What do we mean by the crisis on the high street? We know that scores of retailers have disappeared and thousands of shops closed. But is this dire scene the whole picture? Do we understand why some places are doing well while others have been devastated? Why initiatives in one place work while the same strategy elsewhere has no effect? Is it because some retailers have failed to adapt or is the high street itself the problem?
There is no shortage of suggestions about what we might do: environmental works, traffic calming, environmental improvements, better promotion and animation, pop-up retailers have all been set out in good practice guides. But before we prescribe the medicine we should take a little more time to make sure we have the right diagnosis. The high street is not a homogeneous place and the aim of this research will be to understand it a little better.
We will do this by studying one hundred high streets, including big cities, smaller cities, large towns, small towns and suburban centres as well as out-of-town centres and online retailers. In doing so we will analyse data to understand the cold, hard facts, but will also look for the stories – the people who have made a difference and the initiatives that have worked.
Many of these stories go beyond what can be captured in best practice guides. You can’t write a policy that will magic into existence an extraordinary community activist or a creative entrepreneur. But their stories can inspire and show that change is possible and that there is a future for our high streets. Our aim is to do this by narrating the tales of a hundred high streets.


» Task to complete
One number is the whole answer: how many lines of the records include "Average".

(Beginning of Material to process)

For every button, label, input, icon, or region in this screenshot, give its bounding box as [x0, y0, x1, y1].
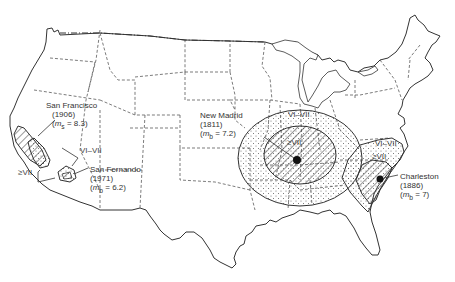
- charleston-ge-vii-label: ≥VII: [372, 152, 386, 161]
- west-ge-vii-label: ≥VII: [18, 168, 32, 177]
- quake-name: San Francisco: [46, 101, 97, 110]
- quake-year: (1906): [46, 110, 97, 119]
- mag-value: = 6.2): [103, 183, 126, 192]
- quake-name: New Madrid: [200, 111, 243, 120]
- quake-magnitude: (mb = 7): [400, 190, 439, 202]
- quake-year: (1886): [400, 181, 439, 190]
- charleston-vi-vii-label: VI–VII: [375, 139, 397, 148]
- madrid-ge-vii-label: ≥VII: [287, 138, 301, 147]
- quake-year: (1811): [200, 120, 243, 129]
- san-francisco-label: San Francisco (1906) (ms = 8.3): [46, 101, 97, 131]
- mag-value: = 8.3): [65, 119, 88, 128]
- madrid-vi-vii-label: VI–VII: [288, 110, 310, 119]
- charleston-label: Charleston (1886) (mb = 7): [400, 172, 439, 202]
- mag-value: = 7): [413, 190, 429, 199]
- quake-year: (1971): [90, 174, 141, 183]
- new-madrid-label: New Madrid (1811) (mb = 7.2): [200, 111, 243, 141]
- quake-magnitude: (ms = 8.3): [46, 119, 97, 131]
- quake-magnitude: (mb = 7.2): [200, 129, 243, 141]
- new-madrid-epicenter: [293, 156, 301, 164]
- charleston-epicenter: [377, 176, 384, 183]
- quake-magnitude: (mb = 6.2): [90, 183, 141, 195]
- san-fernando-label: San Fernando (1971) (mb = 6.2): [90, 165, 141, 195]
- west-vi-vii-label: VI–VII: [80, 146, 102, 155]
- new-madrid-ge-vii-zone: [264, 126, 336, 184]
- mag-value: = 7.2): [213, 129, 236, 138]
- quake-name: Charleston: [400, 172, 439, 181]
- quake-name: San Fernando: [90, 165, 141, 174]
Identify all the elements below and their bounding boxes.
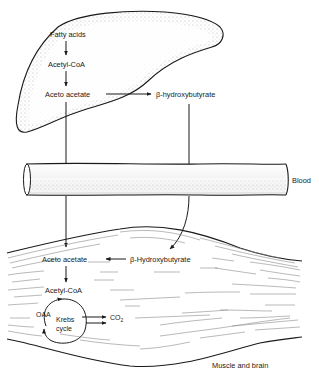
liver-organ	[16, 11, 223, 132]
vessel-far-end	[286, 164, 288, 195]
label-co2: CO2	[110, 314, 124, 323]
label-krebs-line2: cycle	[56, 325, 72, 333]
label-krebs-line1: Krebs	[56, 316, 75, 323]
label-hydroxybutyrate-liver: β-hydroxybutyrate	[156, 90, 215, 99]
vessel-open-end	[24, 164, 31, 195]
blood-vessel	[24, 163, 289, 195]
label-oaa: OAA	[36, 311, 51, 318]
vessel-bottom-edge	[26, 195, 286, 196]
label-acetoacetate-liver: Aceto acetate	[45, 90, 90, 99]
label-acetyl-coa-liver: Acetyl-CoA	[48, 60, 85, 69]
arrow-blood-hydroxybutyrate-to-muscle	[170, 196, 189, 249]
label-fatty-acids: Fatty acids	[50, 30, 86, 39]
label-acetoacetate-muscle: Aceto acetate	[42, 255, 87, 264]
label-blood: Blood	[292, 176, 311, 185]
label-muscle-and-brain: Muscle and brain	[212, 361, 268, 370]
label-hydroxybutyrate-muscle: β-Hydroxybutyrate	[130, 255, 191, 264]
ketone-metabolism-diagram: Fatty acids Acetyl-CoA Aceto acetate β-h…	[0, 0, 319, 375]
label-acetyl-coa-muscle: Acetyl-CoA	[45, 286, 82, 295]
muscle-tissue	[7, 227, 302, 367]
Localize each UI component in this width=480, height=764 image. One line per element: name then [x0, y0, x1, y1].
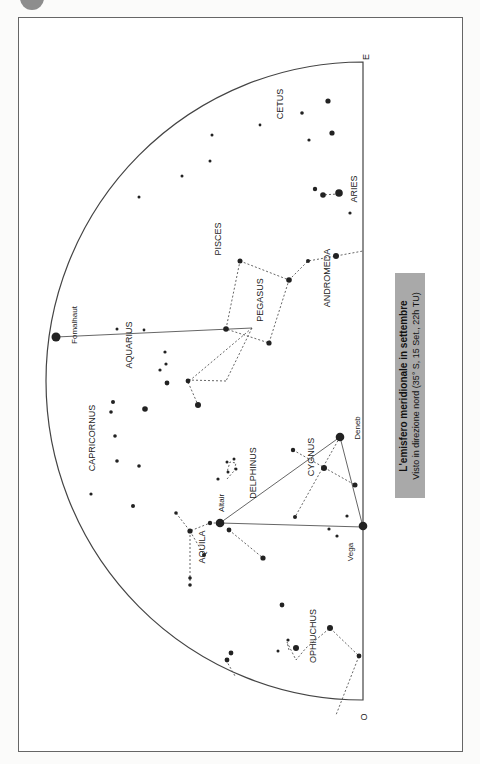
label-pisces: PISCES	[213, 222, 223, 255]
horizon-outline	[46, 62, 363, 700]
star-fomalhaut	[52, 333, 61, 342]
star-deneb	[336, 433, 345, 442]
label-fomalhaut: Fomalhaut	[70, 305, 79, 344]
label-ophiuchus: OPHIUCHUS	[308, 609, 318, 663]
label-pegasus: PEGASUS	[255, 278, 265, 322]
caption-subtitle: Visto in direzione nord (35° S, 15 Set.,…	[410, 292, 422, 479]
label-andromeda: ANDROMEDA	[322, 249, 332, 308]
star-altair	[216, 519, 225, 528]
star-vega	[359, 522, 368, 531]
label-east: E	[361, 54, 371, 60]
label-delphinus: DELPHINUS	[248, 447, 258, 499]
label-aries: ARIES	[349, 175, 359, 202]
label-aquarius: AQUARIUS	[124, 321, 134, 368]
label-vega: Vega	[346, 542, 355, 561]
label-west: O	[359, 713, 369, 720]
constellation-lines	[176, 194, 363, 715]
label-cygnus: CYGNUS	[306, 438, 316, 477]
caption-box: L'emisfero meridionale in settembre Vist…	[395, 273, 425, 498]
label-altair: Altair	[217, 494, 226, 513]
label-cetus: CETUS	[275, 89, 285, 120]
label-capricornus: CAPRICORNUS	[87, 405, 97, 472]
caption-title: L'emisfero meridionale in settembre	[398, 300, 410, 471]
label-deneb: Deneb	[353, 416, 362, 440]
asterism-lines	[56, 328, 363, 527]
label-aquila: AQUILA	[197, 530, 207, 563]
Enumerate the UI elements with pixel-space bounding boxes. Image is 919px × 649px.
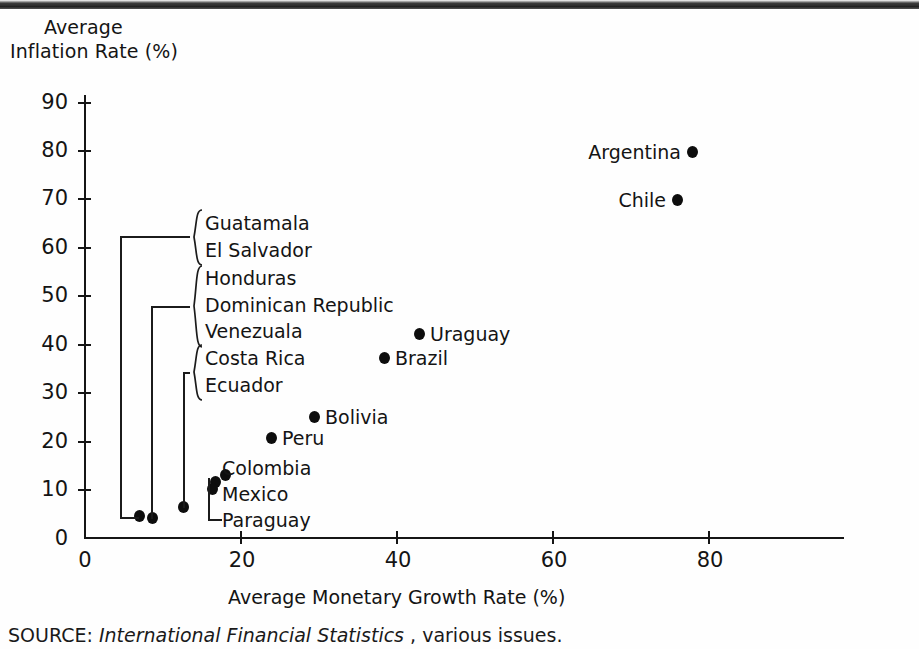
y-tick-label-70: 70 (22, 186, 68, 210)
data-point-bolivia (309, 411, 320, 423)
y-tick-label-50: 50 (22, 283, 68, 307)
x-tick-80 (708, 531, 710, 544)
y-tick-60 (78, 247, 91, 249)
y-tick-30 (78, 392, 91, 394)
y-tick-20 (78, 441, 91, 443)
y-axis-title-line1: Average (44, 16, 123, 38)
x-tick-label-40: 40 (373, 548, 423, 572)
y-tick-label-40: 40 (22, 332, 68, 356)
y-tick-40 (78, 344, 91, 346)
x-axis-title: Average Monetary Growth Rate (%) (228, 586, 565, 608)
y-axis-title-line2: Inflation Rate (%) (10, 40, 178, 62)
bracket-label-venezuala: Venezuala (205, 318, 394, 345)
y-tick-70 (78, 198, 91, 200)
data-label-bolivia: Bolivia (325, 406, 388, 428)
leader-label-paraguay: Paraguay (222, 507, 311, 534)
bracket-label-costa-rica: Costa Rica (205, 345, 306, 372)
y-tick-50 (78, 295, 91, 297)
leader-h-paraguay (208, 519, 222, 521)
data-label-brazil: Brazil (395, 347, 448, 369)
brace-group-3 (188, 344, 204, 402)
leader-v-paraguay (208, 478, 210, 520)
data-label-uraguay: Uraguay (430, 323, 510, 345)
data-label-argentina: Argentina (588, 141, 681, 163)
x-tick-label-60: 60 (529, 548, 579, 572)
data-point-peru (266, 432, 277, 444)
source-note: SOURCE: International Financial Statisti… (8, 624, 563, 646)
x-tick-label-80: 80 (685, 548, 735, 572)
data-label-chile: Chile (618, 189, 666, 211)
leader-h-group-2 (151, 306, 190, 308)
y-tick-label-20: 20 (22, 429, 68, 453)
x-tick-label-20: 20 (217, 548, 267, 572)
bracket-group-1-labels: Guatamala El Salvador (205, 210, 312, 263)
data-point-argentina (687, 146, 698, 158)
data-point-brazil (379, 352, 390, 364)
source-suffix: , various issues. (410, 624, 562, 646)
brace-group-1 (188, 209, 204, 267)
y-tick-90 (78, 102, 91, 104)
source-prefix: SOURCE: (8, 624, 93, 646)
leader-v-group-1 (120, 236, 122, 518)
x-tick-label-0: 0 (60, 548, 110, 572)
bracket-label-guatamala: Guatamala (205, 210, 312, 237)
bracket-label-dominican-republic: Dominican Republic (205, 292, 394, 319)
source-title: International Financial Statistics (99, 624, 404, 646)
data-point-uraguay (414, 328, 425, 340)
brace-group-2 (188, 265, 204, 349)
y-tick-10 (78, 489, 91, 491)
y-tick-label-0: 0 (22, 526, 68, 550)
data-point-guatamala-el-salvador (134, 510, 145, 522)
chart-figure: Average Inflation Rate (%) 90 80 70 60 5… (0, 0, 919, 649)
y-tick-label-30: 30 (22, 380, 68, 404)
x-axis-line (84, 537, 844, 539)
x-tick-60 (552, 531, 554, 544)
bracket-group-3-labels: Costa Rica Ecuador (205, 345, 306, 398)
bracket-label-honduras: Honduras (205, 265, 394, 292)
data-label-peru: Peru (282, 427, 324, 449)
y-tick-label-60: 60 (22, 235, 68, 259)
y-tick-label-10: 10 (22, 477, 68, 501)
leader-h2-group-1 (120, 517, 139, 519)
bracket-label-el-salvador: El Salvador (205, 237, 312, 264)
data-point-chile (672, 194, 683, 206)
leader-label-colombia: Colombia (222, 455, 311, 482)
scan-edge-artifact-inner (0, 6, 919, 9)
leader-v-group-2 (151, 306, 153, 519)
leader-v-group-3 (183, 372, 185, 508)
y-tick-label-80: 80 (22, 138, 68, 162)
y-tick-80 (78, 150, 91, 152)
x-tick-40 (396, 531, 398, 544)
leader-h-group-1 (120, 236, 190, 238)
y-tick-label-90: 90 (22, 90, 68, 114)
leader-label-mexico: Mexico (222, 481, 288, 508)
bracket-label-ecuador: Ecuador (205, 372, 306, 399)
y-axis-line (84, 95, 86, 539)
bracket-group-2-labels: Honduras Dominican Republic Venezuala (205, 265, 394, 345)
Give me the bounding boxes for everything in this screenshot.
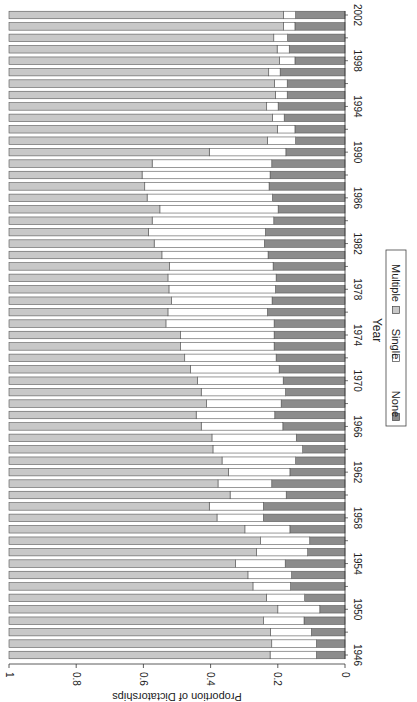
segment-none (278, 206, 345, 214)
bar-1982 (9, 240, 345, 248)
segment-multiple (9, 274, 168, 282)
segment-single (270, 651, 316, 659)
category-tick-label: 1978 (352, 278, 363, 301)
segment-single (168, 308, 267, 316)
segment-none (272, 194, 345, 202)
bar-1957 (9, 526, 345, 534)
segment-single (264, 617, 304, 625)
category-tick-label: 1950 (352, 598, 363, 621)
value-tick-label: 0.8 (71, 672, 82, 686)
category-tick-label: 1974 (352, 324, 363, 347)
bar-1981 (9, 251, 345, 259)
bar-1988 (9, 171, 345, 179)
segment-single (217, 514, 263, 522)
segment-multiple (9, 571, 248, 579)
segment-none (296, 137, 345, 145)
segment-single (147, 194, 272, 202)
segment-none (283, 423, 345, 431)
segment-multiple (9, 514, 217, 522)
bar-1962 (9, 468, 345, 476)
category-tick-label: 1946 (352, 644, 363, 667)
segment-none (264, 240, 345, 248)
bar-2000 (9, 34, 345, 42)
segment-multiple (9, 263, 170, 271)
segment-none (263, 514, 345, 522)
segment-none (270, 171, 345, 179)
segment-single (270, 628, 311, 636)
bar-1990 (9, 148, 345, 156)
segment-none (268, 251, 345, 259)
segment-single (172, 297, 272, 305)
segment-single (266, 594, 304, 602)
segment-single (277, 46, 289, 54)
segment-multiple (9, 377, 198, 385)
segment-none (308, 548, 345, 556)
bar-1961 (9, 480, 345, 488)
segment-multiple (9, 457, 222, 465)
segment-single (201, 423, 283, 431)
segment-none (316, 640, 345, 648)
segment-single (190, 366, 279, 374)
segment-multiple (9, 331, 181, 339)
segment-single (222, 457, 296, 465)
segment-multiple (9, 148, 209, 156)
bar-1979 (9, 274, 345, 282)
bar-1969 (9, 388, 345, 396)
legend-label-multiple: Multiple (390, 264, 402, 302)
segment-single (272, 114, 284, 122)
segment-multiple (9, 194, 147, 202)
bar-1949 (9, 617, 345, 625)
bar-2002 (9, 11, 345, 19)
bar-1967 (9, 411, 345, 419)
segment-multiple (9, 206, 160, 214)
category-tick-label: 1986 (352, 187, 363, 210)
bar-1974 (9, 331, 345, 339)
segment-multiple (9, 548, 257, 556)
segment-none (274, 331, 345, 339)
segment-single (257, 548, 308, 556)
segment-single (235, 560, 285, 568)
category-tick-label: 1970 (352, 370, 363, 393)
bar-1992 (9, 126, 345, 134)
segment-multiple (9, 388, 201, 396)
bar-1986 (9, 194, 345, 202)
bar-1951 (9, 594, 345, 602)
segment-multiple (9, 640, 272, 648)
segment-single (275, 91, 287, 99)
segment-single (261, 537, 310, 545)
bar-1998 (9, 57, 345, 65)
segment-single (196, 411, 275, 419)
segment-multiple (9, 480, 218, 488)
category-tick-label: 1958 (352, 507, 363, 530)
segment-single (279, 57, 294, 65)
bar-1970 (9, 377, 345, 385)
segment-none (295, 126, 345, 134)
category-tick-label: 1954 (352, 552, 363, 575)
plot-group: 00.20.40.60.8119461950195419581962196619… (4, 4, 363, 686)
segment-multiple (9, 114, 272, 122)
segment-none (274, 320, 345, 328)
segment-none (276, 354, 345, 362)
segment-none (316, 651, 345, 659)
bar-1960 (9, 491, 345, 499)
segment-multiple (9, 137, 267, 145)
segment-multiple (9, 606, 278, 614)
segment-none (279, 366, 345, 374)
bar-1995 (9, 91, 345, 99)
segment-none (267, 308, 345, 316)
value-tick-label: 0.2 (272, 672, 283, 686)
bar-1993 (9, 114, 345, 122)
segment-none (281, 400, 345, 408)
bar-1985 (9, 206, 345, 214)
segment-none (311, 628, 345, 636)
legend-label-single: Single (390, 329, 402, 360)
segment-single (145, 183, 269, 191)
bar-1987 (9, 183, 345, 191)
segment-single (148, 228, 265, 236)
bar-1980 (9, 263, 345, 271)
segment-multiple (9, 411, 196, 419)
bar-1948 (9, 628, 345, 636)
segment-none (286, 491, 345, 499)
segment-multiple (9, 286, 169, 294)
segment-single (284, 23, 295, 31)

(End of Material to process)

» Solved exercise
3